What does code have to do
to get the full Gold Medal winning 10.0 rather than a measly 9.8?
Adobe has released an out-of-band security update for Adobe Commerce and Magento Open Source to address active exploitation of a known vulnerability, and Google has an emergency issue, too. Security Bulletin APSB22-12 fixes CVE-2022-24086, rated 9.8 (critical) out of 10 on the CVSS scale. Adobe has not released details about …
The fundamentals behind all this is due to the fact that the programmers do not use tools that help mitigate these issues - it is up to the programmer to properly implement tight memory controls in C, for example.
As I keep voicing aloud, the only way to solve these problems is to bake security in from the start, in the platform, such as Rust.
Not that I suggest anyone touch the thing with a barge pole, but did anyone notice that Adobe Reader DC now requires you to get a paid version to rotate pages for viewing.
You know, a feature that has existed since version 1.0 on Windows 3.1?
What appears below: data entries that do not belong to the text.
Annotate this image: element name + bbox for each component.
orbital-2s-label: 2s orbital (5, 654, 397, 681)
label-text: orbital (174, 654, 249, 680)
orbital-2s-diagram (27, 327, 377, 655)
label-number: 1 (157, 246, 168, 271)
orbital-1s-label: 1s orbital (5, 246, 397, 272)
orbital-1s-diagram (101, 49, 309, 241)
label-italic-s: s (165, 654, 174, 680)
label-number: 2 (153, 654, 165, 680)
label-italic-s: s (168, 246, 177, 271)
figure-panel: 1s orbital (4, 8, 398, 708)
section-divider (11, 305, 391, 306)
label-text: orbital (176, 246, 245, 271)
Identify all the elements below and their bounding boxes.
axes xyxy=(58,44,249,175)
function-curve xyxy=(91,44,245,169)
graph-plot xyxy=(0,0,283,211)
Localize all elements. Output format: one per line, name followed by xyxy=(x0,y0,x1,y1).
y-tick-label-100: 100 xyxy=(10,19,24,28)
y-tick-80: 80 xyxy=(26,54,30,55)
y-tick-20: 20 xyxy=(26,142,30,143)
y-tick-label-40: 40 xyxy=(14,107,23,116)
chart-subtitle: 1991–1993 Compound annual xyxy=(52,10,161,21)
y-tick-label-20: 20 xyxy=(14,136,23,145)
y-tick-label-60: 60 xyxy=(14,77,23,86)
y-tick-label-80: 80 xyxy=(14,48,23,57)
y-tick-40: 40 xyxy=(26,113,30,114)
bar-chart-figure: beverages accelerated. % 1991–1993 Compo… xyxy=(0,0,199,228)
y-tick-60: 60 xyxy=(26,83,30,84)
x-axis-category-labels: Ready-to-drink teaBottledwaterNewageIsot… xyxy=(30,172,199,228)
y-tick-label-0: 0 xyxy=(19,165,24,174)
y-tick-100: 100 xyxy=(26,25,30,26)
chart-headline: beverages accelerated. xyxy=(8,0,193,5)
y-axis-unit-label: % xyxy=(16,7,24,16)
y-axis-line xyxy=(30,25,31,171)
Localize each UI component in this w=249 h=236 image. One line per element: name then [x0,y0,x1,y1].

Other readers for the file format are available.
@bombastic bob
Unfortunately there are times when it does not work. Our Revenue Services insists on using the latest and greatest of Adobes fine products, and the only reader that can open it has to be the latest and greatest. Until last year they still insisted on using Flash(!) - as you all know, the most bug-ridden and insecure piece of software anywhere in the universe. They were so beholden with Flash that Adobe actually wrote a special version just for them. Luckily they finally relented and migrated to HTML5, but there are still applications (on the commercial side) that require Flash.
Adobe stopped adding the latest and greatest features to their linux version a long time ago. If I receive documentation from SARS, I am forced to use SWMBO's Windows machine.
My go-to PDF reader is Okular, which works well for my limited use of PDF's (in fact, the only PDF's I cannot open come from SARS).
I gave Evince and Atril a whirl (luckily they were in Mageia's depository; I had never come across them before, so thanks for that). Unfortunately neither of them could open SARS documents either.
Atril did upset me, though, as it silently, and without even a by your leave, elected itself as the default PDF reader. I hate programs that do that, so Atril had been consigned to the dump.
Now where is the steam coming out of the ears icon? Aaah, found it!
I can't speak for "protected" docs using very latest Adobe crud, but for general reading; Firefox does an awful lot better than Adobe DC.
And, for "thin client" the excellent Sumatra PDF is about as condensed as a modern application can be.
I do find it awfully strange how people never learn from the proprietary lock-in problem. It's not as though it's a recently discovered threat to your operating costs.